Stable top-level fields:

  • level
  • service
  • component
  • event
  • namespace
  • venue
  • topic
  • pair

Additional body fields when relevant:

  • quote_id
  • decision_id
  • command_id
  • execution_id
  • inventory_id
  • liquidity_action_id
  • gross_edge_pct
  • price_freshness_ms

Log when:

  • source connection is lost or reestablished
  • price source becomes stale
  • inventory state becomes stale or recovers
  • funding action is requested, seen, credited, delayed, failed, or frozen
  • strategy rejects with a meaningful reason
  • strategy arms or disarms
  • executor arms or disarms
  • command is submitted
  • venue rejects or times out
  • PostgreSQL disconnects or recovers
  • control API changes state

Do not log every healthy message by default.
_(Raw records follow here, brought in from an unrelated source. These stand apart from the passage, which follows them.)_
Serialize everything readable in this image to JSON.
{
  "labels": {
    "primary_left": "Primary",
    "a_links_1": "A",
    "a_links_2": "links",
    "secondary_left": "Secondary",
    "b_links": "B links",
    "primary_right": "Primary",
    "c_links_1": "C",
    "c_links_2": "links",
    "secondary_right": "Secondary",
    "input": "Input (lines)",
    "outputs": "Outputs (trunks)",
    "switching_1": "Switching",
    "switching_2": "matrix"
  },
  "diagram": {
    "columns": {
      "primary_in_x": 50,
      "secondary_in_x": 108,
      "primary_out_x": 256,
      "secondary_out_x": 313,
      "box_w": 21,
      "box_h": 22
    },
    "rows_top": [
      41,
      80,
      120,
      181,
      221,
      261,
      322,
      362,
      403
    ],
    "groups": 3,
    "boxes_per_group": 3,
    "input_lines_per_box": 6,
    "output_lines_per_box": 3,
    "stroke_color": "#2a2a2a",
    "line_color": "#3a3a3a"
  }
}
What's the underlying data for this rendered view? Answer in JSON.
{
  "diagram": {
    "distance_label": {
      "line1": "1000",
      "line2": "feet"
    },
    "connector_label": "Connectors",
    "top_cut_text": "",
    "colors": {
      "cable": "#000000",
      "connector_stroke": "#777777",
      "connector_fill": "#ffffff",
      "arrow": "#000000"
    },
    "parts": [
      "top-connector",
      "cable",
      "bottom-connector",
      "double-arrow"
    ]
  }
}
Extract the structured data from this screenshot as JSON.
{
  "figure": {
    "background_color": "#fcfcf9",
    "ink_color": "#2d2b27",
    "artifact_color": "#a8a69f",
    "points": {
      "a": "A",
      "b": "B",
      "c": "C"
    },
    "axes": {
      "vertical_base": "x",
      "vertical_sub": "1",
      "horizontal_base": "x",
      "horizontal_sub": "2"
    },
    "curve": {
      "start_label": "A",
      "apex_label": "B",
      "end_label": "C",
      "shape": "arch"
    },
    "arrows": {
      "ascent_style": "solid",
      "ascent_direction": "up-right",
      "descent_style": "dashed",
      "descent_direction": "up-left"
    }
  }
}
Failure and failover behavior

Reference pricing

  • Kraken failure with fresh CoinGecko:
    • allowed only if fallback policy says yes
    • decision records must note fallback source use
  • both sources stale:
    • strategy blocks all execution

Inventory state

  • missing or stale inventory state:
    • strategy may still emit a non-actionable rejected decision
    • strategy must not emit cmd.execute_trade
  • pending funding action:
    • remains non-spendable
    • must be visible in control state and durable records
  • treasury action service down:
    • already funded trading may continue if inventory-sync is fresh
    • new funding or withdrawal operations must be blocked visibly

Persistence

  • PostgreSQL unavailable:
    • history-writer unhealthy
    • system must surface that audit history is impaired
    • if the user wants strict mode, strategy or executor may be blocked until persistence returns

Execution

  • timeout with unknown venue outcome:
    • emit explicit uncertain result
    • preserve idempotency state for recovery
  • restart after partial submission:
    • executor must not blindly resubmit without checking prior state
  • executor sees lower real inventory than strategy snapshot:
    • emit explicit failure result
    • do not attempt fallback treasury movement

Testing and validation plan

Unit tests

  • implied-rate calculation for both directions
  • explicit EURe/EUR pricing-basis test
  • threshold checks
  • stale-price blocking
  • insufficient-inventory blocking
  • pending-deposit-not-spendable blocking
  • command emission only when armed
  • idempotency transitions in executor

Integration tests

  • pricing service emits canonical reference-price events
  • inventory-sync emits credited vs pending inventory state correctly
  • liquidity-manager records funding actions and status transitions
  • strategy consumes demand, pricing, and inventory and emits decision plus command as expected
  • history-writer persists linked records across topics
  • executor publishes result records for success and failure paths

Runtime validation in cluster

  • inspect each service /state
  • verify live reference pricing updates
  • verify live internal inventory state
  • verify one treasury funding path from request or deposit tracking to credited inventory
  • verify strategy and executor start disarmed on a fresh deploy
  • observe a rejected decision due to block condition
  • arm strategy and executor
  • keep the first live max notional tiny, on the order of a few EURe, before any larger cap
  • observe one command emission
  • observe one real Near Intents execution attempt
  • verify PostgreSQL contains the full linked chain

Deliberately rejected for this turn

  • dashboards
  • broad multi-pair abstractions
  • ML training infrastructure
  • broad backtest framework
  • polished operator UI
  • warehouse or lakehouse design

Expected deliverables

  • market-reference-ingest
  • inventory-sync
  • liquidity-manager
  • history-writer
  • strategy-engine
  • trade-executor
  • PostgreSQL schema and migrations or equivalent setup
  • updated Kafka topic creation and config
  • shared control API pattern for all long-running services
  • tests for strategy, inventory, persistence, and executor behavior
  • docs for operations, arm or disarm flow, and inspection commands

Validation target

This turn is only complete when the deployed system can, through repo-controlled services alone, take one live active-pair quote, price it, verify credited internal inventory, decide on it, gate it, submit a real Near Intents execution attempt, and preserve the full record chain in PostgreSQL.